The first Canadian baby boomers have hit official retirement age; soon their ranks will swell. Many advisors built their practices around accumulating wealth for these clients. Now comes the tricky part: planning for the actual retirement phase.

Risks must be assessed, an income plan needs to be put into place, and debt paid off. Meanwhile assets will be drawn down, potentially reducing your revenues.

Who said retirement was a time to relax?

Timing retirement
The first Canadian baby boomers have hit official retirement age. Some may have retired early and later cohorts will wonder if they can follow suit. They all face the same questions: Is time on their side, or will they have to delay retirement? Will they have enough to live on?

Know your client’s retirement needs
As fresh market warbles hit worldwide stock indexes, many investors slammed down the brakes—or at least flinched—as their portfolios took a tumble. Most exposed to a sudden decline were those nearing retirement, with little time left to recover losses.

Balance clients’ risk into retirement
With risk rising again to the forefront of investors’ minds, it’s hard not to worry whether retirement assets are as safe as they could—and should—be. While all investors struggle with how much risk to take on, retired investors especially have a lot at stake in making sure their portfolios manage risk well, lest they see their lifestyle directly worsened by plunging markets.

Your Practice

Dealing with the big draw down
Financial advisors spend decades helping clients accumulate wealth, knowing that eventually those clients will draw down their portfolio to finance retirement years. Keeping that client book as dynamic as possible is important for advisors.

Prepare for the retirement wave
The upcoming baby boomer/zoomer wave could significantly impact advisors’ profitability, and should change the way we do business.

Income Planning

Canadians concerned about retirement income
Ongoing market volatility and global unrest continue to leave Canadians feeling unsettled about retirement.

Making retirement income reliable
To look at some of the marketing material, retirement may be the new 40. That may well be true, but retirees’ savings accounts don’t have the same elasticity as they did at 40. There are wrinkles—some deeply etched ones, in fact.

Clients don’t spend less in retirement
Many advisors have built their practice on accumulating wealth, not depleting it. However, numerous studies have revealed that advisors who are perceived as experts in retirement planning and estate planning are often the ones the client consolidates their assets into, not away from, as they approach retirement.

Annuities help create income stream
Set it up and leave it alone. That’s the dream of every investor: a low-risk, high-yield investment that provides a guaranteed payment. Thanks to prescribed taxation, the power of arbitrage, and low interest rates, there is such an investment: the back-to-back annuity.

Using TFSAs to mitigate income risk
Retirement is idealized in advertisements as a time of comfort and leisure. It is when the physical and psychological stresses of work life are laid aside, replaced by an enriched personal life underpinned by financial security. But like any other stage of life, retirement has key financial risks.

Risk Management

Five risks to retirement income
Financial advisors can play a crucial role in helping Canadians understand that their retirement planning choices must not only reflect the longer lives we are now living and the volatility of capital markets, but also changes to Canada’s retirement income system.

Risks to retirement income
In all parts of life, there are things that we can control and there are things that we cannot, and financial planning is no different. Showing your clients how to differentiate between the two helps move the conversation from questions to solutions.

How to retire in debt
Nearly half of Canada’s baby boomers are still paying down their mortgage while trying to build retirement savings, according to one poll.

Inflation-proofing retirement plans
Choppy economic waters are rocking the retirement boat forcing an ever increasing number of Canadian retirees to return to the workforce. And a higher-than-expected inflation rate of 3.3%, as reported by Statistics Canada, doesn’t help matters.

GMWBs can help with longevity risk
Even after reaching retirement, investors need to continue managing their finances prudently to ensure a healthy retirement stream.

Boomers still shaken by market rout
In broad strokes, boomers have spent much of their lives embracing risk. This generation was one of the most entrepreneurial, allowing many to accumulate substantial wealth. They embraced professional advice to manage their personal finances, and all was supposed to be well as they passed into retirement.

Conclusion?

Advised investors retire better
There is yet more proof, for those still in denial, that professional financial advice paves the way for a fulfilling retirement.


In the listing that follows, determine how many lines include the word "button". Respond with that number alone.

* **MATERIAL TO PROCESS**:
********************
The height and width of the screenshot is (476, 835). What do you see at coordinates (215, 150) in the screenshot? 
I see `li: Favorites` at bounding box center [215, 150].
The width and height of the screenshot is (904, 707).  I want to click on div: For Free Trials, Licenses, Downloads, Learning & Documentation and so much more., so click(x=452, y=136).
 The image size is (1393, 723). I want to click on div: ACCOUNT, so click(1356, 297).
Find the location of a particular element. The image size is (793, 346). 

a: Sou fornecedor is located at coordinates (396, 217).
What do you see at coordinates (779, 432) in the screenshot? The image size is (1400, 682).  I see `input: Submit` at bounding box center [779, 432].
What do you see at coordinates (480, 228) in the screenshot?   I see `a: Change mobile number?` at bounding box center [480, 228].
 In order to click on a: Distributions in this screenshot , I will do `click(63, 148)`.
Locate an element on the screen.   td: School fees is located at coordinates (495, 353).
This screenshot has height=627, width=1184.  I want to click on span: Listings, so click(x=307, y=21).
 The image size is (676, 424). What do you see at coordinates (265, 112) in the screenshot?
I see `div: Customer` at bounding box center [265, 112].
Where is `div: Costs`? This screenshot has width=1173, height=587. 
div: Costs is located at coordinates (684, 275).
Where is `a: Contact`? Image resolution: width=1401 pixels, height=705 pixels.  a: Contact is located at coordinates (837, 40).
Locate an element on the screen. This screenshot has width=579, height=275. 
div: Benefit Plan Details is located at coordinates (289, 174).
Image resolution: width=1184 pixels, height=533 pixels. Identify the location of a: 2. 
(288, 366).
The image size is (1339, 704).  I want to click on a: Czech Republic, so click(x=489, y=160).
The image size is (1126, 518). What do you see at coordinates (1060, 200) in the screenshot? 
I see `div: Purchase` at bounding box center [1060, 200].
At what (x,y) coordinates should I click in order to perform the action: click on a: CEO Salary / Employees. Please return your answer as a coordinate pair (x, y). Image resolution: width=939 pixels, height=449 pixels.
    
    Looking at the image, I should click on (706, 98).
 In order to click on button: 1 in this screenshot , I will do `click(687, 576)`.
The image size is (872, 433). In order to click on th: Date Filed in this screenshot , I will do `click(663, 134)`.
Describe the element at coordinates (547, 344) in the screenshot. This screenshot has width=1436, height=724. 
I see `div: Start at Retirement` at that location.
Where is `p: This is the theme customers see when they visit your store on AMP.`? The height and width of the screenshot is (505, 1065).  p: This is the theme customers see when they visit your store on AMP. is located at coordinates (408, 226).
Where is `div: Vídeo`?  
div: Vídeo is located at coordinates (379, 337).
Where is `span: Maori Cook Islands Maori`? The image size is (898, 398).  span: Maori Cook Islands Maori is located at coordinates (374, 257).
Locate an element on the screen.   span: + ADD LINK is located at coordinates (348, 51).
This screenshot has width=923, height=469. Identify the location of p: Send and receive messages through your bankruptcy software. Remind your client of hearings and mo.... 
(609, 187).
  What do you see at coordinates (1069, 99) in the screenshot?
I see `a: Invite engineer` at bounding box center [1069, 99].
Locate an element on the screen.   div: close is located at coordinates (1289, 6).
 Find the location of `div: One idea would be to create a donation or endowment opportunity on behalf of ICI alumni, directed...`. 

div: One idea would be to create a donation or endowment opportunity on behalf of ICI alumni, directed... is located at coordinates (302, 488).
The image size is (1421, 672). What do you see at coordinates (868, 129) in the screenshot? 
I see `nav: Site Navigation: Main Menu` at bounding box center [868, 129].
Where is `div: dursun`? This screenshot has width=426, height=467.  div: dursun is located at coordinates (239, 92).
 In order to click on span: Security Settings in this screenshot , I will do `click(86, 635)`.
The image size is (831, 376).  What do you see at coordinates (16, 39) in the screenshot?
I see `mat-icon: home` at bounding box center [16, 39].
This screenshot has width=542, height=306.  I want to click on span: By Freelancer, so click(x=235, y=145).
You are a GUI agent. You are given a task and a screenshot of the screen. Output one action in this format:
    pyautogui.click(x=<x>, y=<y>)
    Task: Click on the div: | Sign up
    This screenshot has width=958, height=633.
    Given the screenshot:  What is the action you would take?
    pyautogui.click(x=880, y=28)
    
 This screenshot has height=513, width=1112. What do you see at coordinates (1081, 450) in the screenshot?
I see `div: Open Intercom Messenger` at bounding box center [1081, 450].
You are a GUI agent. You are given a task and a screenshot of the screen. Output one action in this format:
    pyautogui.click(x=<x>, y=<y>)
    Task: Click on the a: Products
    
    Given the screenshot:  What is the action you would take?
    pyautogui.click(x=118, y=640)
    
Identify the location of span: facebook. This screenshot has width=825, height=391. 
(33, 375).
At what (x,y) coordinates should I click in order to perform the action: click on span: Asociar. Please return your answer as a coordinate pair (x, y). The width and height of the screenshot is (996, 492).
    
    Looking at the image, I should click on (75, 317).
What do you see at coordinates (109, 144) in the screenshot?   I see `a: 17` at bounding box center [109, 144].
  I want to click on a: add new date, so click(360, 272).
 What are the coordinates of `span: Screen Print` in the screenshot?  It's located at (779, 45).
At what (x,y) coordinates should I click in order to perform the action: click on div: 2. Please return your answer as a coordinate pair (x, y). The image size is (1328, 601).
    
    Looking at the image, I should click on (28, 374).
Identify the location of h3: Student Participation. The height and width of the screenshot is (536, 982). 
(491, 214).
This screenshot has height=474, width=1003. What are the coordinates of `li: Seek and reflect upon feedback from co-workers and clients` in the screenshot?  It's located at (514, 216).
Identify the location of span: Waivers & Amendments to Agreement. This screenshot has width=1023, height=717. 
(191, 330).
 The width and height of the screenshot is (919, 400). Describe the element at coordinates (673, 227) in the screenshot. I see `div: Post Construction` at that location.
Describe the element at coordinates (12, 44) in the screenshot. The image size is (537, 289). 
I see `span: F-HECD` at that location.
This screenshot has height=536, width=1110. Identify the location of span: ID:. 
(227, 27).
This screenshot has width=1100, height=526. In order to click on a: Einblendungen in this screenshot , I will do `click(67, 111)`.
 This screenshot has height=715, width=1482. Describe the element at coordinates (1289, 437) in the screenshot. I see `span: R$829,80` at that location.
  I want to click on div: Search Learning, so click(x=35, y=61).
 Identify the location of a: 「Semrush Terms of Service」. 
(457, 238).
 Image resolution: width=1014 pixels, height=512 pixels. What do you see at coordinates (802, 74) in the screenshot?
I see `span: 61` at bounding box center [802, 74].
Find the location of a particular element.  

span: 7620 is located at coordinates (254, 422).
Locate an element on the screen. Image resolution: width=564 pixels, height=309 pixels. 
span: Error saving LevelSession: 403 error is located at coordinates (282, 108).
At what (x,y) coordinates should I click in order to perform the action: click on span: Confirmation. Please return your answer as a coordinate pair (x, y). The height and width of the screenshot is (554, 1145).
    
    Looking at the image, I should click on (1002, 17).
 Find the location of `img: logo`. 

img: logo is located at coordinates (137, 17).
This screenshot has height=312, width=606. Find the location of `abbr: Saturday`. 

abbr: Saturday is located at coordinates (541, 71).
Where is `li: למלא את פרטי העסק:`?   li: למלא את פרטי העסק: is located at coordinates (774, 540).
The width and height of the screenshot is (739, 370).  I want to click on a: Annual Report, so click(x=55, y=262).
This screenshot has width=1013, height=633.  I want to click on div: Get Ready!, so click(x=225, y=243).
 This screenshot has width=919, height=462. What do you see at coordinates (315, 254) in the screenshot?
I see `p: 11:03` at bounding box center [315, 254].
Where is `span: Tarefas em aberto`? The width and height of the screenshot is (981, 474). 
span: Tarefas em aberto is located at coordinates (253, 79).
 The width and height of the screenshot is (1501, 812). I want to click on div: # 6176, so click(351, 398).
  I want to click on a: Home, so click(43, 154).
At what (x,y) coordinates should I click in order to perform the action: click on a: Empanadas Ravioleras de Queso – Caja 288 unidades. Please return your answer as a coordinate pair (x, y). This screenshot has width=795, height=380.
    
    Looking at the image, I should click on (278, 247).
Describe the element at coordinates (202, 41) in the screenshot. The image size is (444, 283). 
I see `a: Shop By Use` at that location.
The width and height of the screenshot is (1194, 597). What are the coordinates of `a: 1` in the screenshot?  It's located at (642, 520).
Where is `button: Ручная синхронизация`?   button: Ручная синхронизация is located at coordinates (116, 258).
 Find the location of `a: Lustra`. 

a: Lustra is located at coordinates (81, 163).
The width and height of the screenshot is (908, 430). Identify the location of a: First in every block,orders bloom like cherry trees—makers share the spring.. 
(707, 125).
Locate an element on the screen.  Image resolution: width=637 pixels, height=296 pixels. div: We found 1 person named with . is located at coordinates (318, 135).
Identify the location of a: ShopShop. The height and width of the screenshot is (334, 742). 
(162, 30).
********************
* **TASK RESPONSE**:
2